No More Secrets

Julian Assange seems to have fallen prey to what I call Supply-Sider's Disease, a little-known, yet surprising widespread psychiatric disorder in which people become convinced that things they very much want to do from strong moral convictions, must therefore have no downside.  It is the political equivalent of believing that frozen yogurt and smoothies are calorie-free foods.


The more secretive or unjust an organization is, the more leaks induce fear and paranoia in its leadership and planning coterie. This must result in minimization of efficient internal communications mechanisms (an increase in cognitive "secrecy tax") and consequent system-wide cognitive decline resulting in decreased ability to hold onto power as the environment demands adaption.

Hence in a world where leaking is easy, secretive or unjust systems are nonlinearly hit relative to open, just systems.
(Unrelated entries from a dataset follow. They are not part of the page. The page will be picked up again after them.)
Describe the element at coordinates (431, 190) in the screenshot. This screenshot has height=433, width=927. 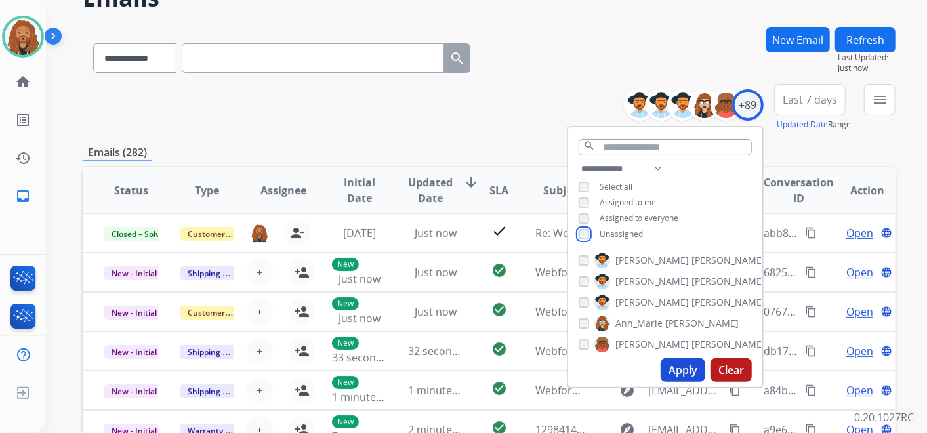
I see `span: Updated Date` at that location.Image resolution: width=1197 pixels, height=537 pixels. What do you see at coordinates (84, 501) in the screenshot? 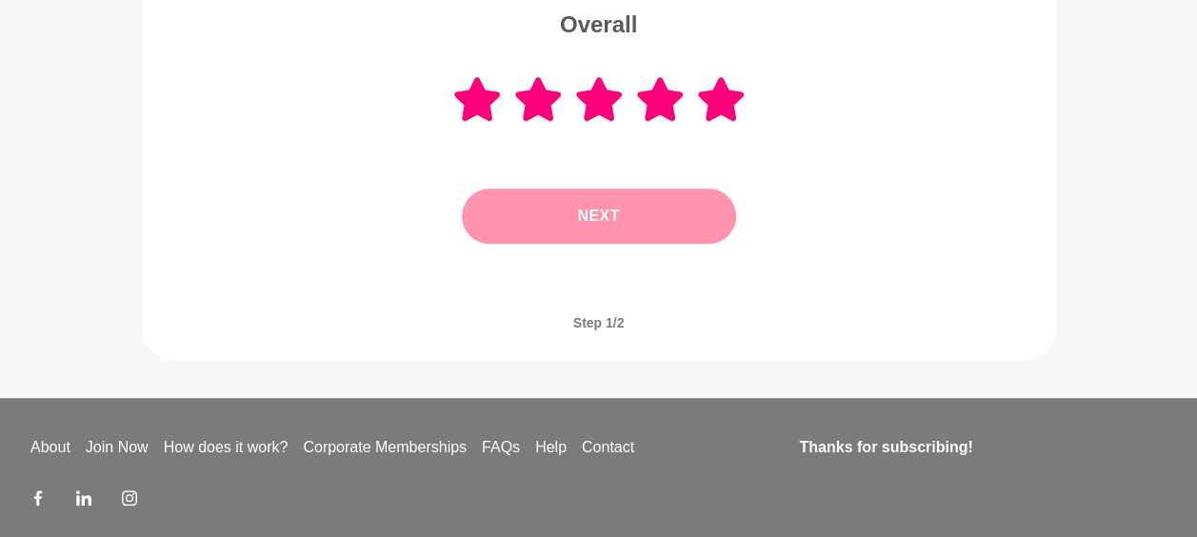
I see `a: LinkedIn` at bounding box center [84, 501].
Since unjust systems, by their nature induce opponents, and in many places barely have the upper hand, mass leaking leaves them exquisitely vulnerable to those who seek to replace them with more open forms of governance.

Ah.  This must be why Wikileaks has been getting so much material from the governments of China, Saudi Arabia, and North Korea, and why internal documents from Cargill are currently dominating their traffic.  Ooops!  That was a flash from an alternative universe where what Assange is saying isn't nonsense.  In the real world, he got a bunch of government documents because the US, in its addlepated, well meaning way, dumped all of them on a network open to 3 million people where they could be seen by a disaffected 23-year old stupid enough to either believe he could get away with this, or not understand how long the years in jail might be.

I mean, it's certainly true that closed, secretive networks become less effective--but that doesn't mean they become less effective at the things we dislike them doing.  Stalin remained exceptionally good at purges and liquidations all through World War II, and that didn't stop him from helping to win the war, and dominating half of Europe.  It's just that it took more dead Russian boys to do it, because being secretive and purge-oriented kind of hampered the efficiency of the economy, leaving them a little short of key items like guns.  But since Stalin was running a super-secretive, centrally controlled regime, that insight didn't really matter.  

Similarly, forcing the US military and the State Department to become more secretive might well hamper their effectiveness.  But it seems most likely to hamper their effectiveness at things like nation-building and community outreach, where you need a broad, decentralized effort.  I don't see why they'd be much less effective at launching drone attacks.  To be sure, the drone attacks might kill a lot more innocent civilians.  But no doubt Assange thinks this is all to the good because it heightens the contradictions or something.

It's also worth noting that the assumption that secretive organizations will necessarily be undermined by leaks is only even arguably true in a world where they can't expand their sphere of influence to control the propagation of those leaks.  It will be clear to anyone who has ever visited China that we do not live in that universe.  And of course, the US government has plenty of room to expand its power.  And what truly worries me about Wikileaks is not the immediate damage that has been done by the release of this sort of information, but the fact that the latest drop has created an enormous, nearly unanimous backlash in the United States.  

Most of the libertarians I know are ambivalent, for heaven's sake--if you can't get the libertarians united on actions that increase transparency, you've sure as hell lost the rest of the country. That's a ripe environment for new laws that reduce transparency.  Maybe we'll be less effective--but we'll also be less free.

Megan McArdle is a columnist at Bloomberg View and a former senior editor at The Atlantic. Her new book is The Up Side of Down.